One of the most interesting sections of the Museum's collection are works by the Artisanal Museum artists of the 1920s. This period was marked by revolutionary romanticism and the renewal of many spheres of public life. The Moscow Artisanal Museum was not spared from those processes.


The work on renewal and actualization of the assortment of handicraft items started in the early 1920s. Its main purpose was to preserve and give a new impulse to the activity of traditional art and craft centres whose products could not compete with the factory ones and were disappearing from everyday life (wooden ladles, birch bark baskets, etc.). These renewed products, which were no longer utilitarian items and acquired the status of works of art, were displayed for the first time at the First All-Russian Agricultural, Handicraft and Industrial Exhibition in Moscow in 1923. It was followed by the International Exhibition of Decorative and Industrial Arts in Paris in 1925. The success of this exhibition helped to promote artisanal products on the European art market. These shows were of enormous significance and to a large extent determined the development paths of traditional domestic arts and crafts for the next few decades.

Artists who worked in the museum during that period included such outstanding masters as Alexander Nikolaevich (Nilovich) Durnovo (1871 – 1930), Boris Nikolaevich Langhe (1888 – 1969), Evgeny Grigoryevich Telyakovsky (1887 – 1976), Vladimir Mikhailovich Golitsyn (1901 – 1943), Zinaida Dmitrievna Kashkarova (1888 – 1961), Nikolai Georgievich Tikhonov (1892 – 1988), Ivan Ivanovich Oveshkov (1877 – 1942).

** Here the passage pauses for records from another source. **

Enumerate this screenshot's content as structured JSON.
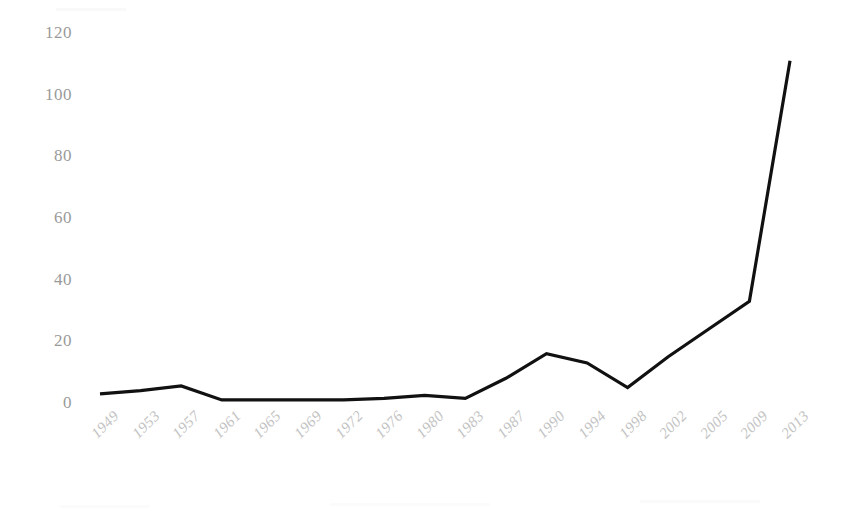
{
  "chart_data": {
    "type": "line",
    "title": "",
    "subtitle": "",
    "xlabel": "",
    "ylabel": "",
    "categories": [
      "1949",
      "1953",
      "1957",
      "1961",
      "1965",
      "1969",
      "1972",
      "1976",
      "1980",
      "1983",
      "1987",
      "1990",
      "1994",
      "1998",
      "2002",
      "2005",
      "2009",
      "2013"
    ],
    "series": [
      {
        "name": "",
        "values": [
          3,
          4,
          5.5,
          1,
          1,
          1,
          1,
          1.5,
          2.5,
          1.5,
          8,
          16,
          13,
          5,
          15,
          24,
          33,
          111
        ]
      }
    ],
    "ylim": [
      0,
      120
    ],
    "yticks": [
      0,
      20,
      40,
      60,
      80,
      100,
      120
    ],
    "ytick_labels": [
      "0",
      "20",
      "40",
      "60",
      "80",
      "100",
      "120"
    ],
    "grid": false,
    "legend": "none",
    "line_color": "#111111",
    "axis_label_color": "#9a9a9a",
    "xtick_label_color": "#c2c2c2",
    "background_color": "#ffffff"
  },
  "axis": {
    "y_ticks": [
      {
        "label": "120",
        "value": 120
      },
      {
        "label": "100",
        "value": 100
      },
      {
        "label": "80",
        "value": 80
      },
      {
        "label": "60",
        "value": 60
      },
      {
        "label": "40",
        "value": 40
      },
      {
        "label": "20",
        "value": 20
      },
      {
        "label": "0",
        "value": 0
      }
    ],
    "x_ticks": [
      {
        "label": "1949"
      },
      {
        "label": "1953"
      },
      {
        "label": "1957"
      },
      {
        "label": "1961"
      },
      {
        "label": "1965"
      },
      {
        "label": "1969"
      },
      {
        "label": "1972"
      },
      {
        "label": "1976"
      },
      {
        "label": "1980"
      },
      {
        "label": "1983"
      },
      {
        "label": "1987"
      },
      {
        "label": "1990"
      },
      {
        "label": "1994"
      },
      {
        "label": "1998"
      },
      {
        "label": "2002"
      },
      {
        "label": "2005"
      },
      {
        "label": "2009"
      },
      {
        "label": "2013"
      }
    ]
  }
}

The artists studied and analysed in depth authentic works of folk and peasant art and used this wealth of centuries-old experience in their works. In the compositions created by them, traditions of Russian lubok are read and traced, the artistic principles of paintings of the Northern Dvina, the Urals and the Volga region, rhythmical and colouristic features of Mezensk spinning wheel decorations are redefined. Some of these artists started working for the Artisanal Museum as early as the 1910s, having been invited by Nikolai Dmitrievich Bartram (1873 – 1931) to join the first group of artists of the Museum. Thus, under the new circumstances, their work was an organic continuation of a pre-revolutionary tradition.